Tuesday, November 30, 2010

Mid-American Review reviews Women Up On Blocks



Mid-American Review
Volume XXIX, Number 2
(Reproduced with permission.)

Women Up On Blocks: Stories by Mary Akers. Winston-Salem, North Carolina: Press 53, 2009. 160 pages. $14.00, paper.

The publisher’s note to Mary Akers’ debut collection of short stories describes it as an exploration of “the price women pay when they allow the roles of wife, mother, daughter, or lover to define them.” In each of these thirteen stories, we meet characters who are keenly aware of these limiting boundaries, and through Akers’ deft narrative strokes, we are able to experience their frustration, resignation, reconciliation.

For some of these characters, their expected roles have been imposed on them by a society that refuses to recognize and validate difference; the narrator of “Mooncalf,” a young woman afflicted by cerebral palsy who dares to dream of happiness in marriage and motherhood is a powerful illustration of this. Other characters have taken on their roles seemingly voluntarily, like the young wife in “Wild, Wild Horses,” who has chosen to give up on an education and a career in order to raise a family. However these stories suggest that there was no true freedom even at that moment of choice, and that these characters have always been stifled by expectations.

“The Rashomon Tree” is interesting because it highlighted for me the idea that I was part of the external world that was judging these women and attempting to put them into neat slots. The two principle characters in this story seem stereotypical—the ditsy hippy and the fundamentalist Christian—and the interactions they have with each other are headed toward expected antagonism. However, by the story’s conclusion, these two women reveal to themselves and to the reader the impossibility of predicting human behavior; though this life lesson did seem a little facile, the story is nevertheless charming, and is narrated through multiple perspectives that emphasize how easy it is to misinterpret one another. By using varies narrative techniques in this story as well as in others in the collection, Akers succeeds in keeping each story distinct and memorable. Her most striking talent is of creating suspense by piling on mundane details that take on a sense of urgency; in the opening story of the collection, “Medusa Song,” we witness a young mother growing increasingly agitated as she does normal household chores. When she puts the baby in the car and decides to drive down to the river in the rain, we follow along, breathless and worried, afraid of what she is capable of.

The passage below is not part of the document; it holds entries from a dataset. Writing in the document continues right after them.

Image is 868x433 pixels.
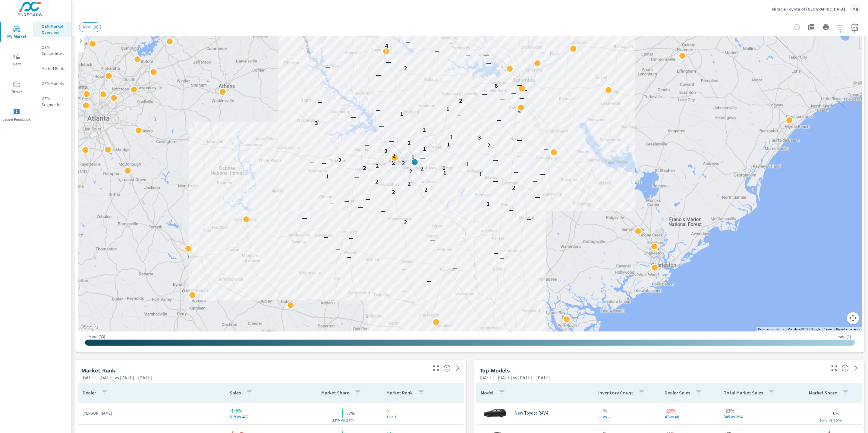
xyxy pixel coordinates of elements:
p: — [376,71,381,78]
button: Select Date Range [849,21,861,33]
p: — [430,236,436,243]
p: -23% [724,407,788,414]
p: — [486,59,491,66]
a: See more details in report [453,364,463,373]
span: Map data ©2025 Google [788,328,821,331]
p: — [494,249,499,257]
button: "Export Report to PDF" [805,21,818,33]
p: 4 [385,42,388,50]
p: — [509,206,513,214]
p: — [406,38,410,45]
p: — [374,34,379,41]
p: s 15% [831,417,845,422]
p: — [386,58,391,66]
p: — [540,170,546,177]
p: 305 vs 394 [724,414,788,419]
p: 1 [326,173,329,180]
p: Dealer Sales [665,389,690,396]
p: — [483,231,487,239]
p: 0 [387,407,458,414]
p: 15% v [815,417,831,422]
p: — [358,203,363,211]
p: Market Rank [387,389,413,396]
button: Map camera controls [847,312,859,324]
p: — [504,66,510,74]
p: 2 [392,159,395,166]
p: — [517,151,522,159]
button: Keyboard shortcuts [758,327,784,331]
p: OEM Segments [41,95,66,108]
div: Market Editor [33,64,71,73]
p: Most ( 33 ) [89,334,105,339]
span: Leave Feedback [2,108,31,123]
div: OEM Segments [33,94,71,109]
span: My Market [2,25,31,40]
p: — [497,116,501,124]
p: Miracle Toyota of [GEOGRAPHIC_DATA] [772,6,845,11]
p: — [427,111,432,119]
p: — [526,215,532,223]
p: 22% [346,409,355,417]
p: Dealer [83,389,96,396]
p: Market Share [809,389,837,396]
p: — [335,246,341,253]
p: Least ( 1 ) [836,334,851,339]
p: 2 [393,152,396,159]
a: Terms (opens in new tab) [824,328,833,331]
div: OEM Market Overview [33,21,71,37]
p: 2 [420,165,424,172]
p: — [381,207,386,215]
p: [PERSON_NAME] [83,410,220,416]
p: 1 vs 1 [387,414,458,419]
p: Model [481,389,494,396]
p: — [346,253,351,260]
p: 1 [411,153,414,160]
p: — [326,63,330,70]
p: — [431,77,436,84]
p: — [379,122,384,129]
p: — [309,158,314,165]
p: 33% v [327,417,343,422]
h5: Market Rank [82,367,115,373]
p: 519 vs 482 [230,414,299,419]
p: — [302,214,307,221]
p: 2 [375,178,378,185]
div: New [79,22,101,32]
p: 1 [442,164,445,171]
a: See more details in report [851,364,861,373]
p: [DATE] - [DATE] vs [DATE] - [DATE] [82,374,153,381]
p: — [317,99,322,105]
p: — [322,160,327,166]
a: Report a map error [836,328,860,331]
p: — [500,95,505,102]
p: — [452,264,458,272]
p: — [500,254,504,261]
p: 2 [384,147,387,154]
img: glamour [483,404,507,422]
p: 2 [459,97,462,104]
p: — [513,169,519,176]
p: — [365,195,371,202]
p: 3 [478,134,481,141]
p: 8% [235,407,242,414]
p: 2 [384,47,387,55]
p: Inventory Count [598,389,633,396]
p: — [426,277,432,284]
p: — vs — [598,414,655,419]
p: 2 [392,189,395,195]
p: OEM Competitors [41,44,66,57]
p: — [493,157,498,163]
p: 2 [338,157,342,163]
p: — [465,225,469,232]
p: 0% [833,409,840,417]
p: — [348,234,354,241]
span: Driver [2,81,31,95]
p: 8 [494,82,498,89]
p: 1 [447,141,450,148]
p: — [329,199,335,206]
div: nav menu [0,18,33,129]
p: 1 [423,144,426,152]
button: Make Fullscreen [432,364,441,373]
p: — [378,189,384,197]
p: OEM Models [41,80,66,86]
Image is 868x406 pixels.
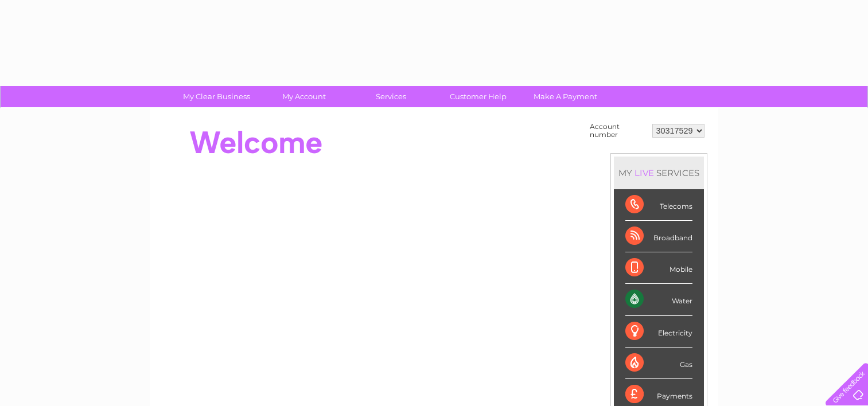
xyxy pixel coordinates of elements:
a: Customer Help [431,86,526,107]
div: LIVE [632,167,656,178]
div: Broadband [625,221,692,252]
a: My Account [256,86,351,107]
div: Water [625,284,692,315]
td: Account number [587,120,649,142]
div: Electricity [625,316,692,347]
div: Gas [625,347,692,379]
a: My Clear Business [169,86,264,107]
div: MY SERVICES [614,156,704,189]
a: Services [344,86,438,107]
div: Mobile [625,252,692,284]
a: Make A Payment [518,86,613,107]
div: Telecoms [625,189,692,221]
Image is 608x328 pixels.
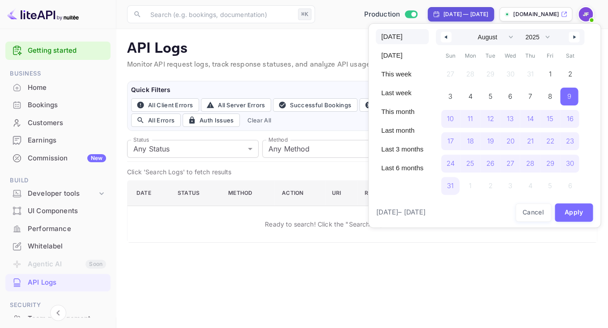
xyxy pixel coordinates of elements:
[560,63,580,81] button: 2
[526,133,533,149] span: 21
[560,108,580,126] button: 16
[500,85,520,103] button: 6
[560,85,580,103] button: 9
[467,111,473,127] span: 11
[560,49,580,63] span: Sat
[486,133,493,149] span: 19
[560,130,580,148] button: 23
[545,156,554,172] span: 29
[376,123,428,138] button: Last month
[447,133,453,149] span: 17
[440,85,460,103] button: 3
[528,89,532,105] span: 7
[376,85,428,101] button: Last week
[520,152,540,170] button: 28
[446,156,454,172] span: 24
[506,156,514,172] span: 27
[545,133,554,149] span: 22
[567,89,571,105] span: 9
[376,48,428,63] button: [DATE]
[507,111,513,127] span: 13
[540,49,560,63] span: Fri
[520,108,540,126] button: 14
[440,175,460,193] button: 31
[460,85,480,103] button: 4
[566,156,574,172] span: 30
[447,178,453,194] span: 31
[500,108,520,126] button: 13
[548,89,552,105] span: 8
[480,49,500,63] span: Tue
[486,111,493,127] span: 12
[376,161,428,176] button: Last 6 months
[540,152,560,170] button: 29
[548,66,551,82] span: 1
[440,49,460,63] span: Sun
[500,130,520,148] button: 20
[540,108,560,126] button: 15
[540,130,560,148] button: 22
[376,207,425,218] span: [DATE] – [DATE]
[480,152,500,170] button: 26
[526,156,534,172] span: 28
[440,130,460,148] button: 17
[460,130,480,148] button: 18
[500,49,520,63] span: Wed
[567,66,571,82] span: 2
[488,89,492,105] span: 5
[460,49,480,63] span: Mon
[554,203,593,222] button: Apply
[540,85,560,103] button: 8
[506,133,514,149] span: 20
[468,89,472,105] span: 4
[566,133,574,149] span: 23
[440,152,460,170] button: 24
[560,152,580,170] button: 30
[376,29,428,44] button: [DATE]
[376,142,428,157] button: Last 3 months
[486,156,494,172] span: 26
[540,63,560,81] button: 1
[508,89,512,105] span: 6
[480,85,500,103] button: 5
[480,130,500,148] button: 19
[466,156,474,172] span: 25
[520,85,540,103] button: 7
[515,203,551,222] button: Cancel
[467,133,474,149] span: 18
[376,67,428,82] button: This week
[460,108,480,126] button: 11
[376,104,428,119] button: This month
[526,111,533,127] span: 14
[440,108,460,126] button: 10
[460,152,480,170] button: 25
[520,49,540,63] span: Thu
[546,111,553,127] span: 15
[448,89,452,105] span: 3
[520,130,540,148] button: 21
[447,111,453,127] span: 10
[480,108,500,126] button: 12
[566,111,573,127] span: 16
[500,152,520,170] button: 27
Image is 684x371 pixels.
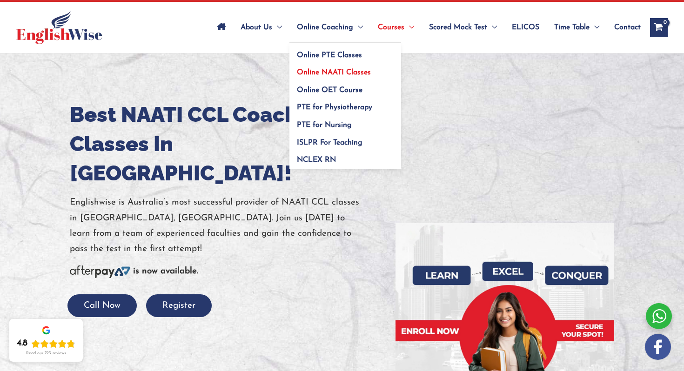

While these characters attempt to shuffle off societal expectations or at least come to realize how limiting they are, these stories also reveal that this recognition leaves these characters in a place of discomfort or uncertainty; they have had to confront aspects of themselves and others that they did not expect to find. While the metaphor for this uncomfortable self-awareness is perhaps too blatant in the story “Model Home,” which is set in a house that has mostly mirrors for walls, it succeeds in “Animo, Anima, Animus”—in this story, two women with their individual notions of propriety and sexual freedom gaze on each other with pity and revulsion, revealing to what extent they have misunderstood each other and themselves.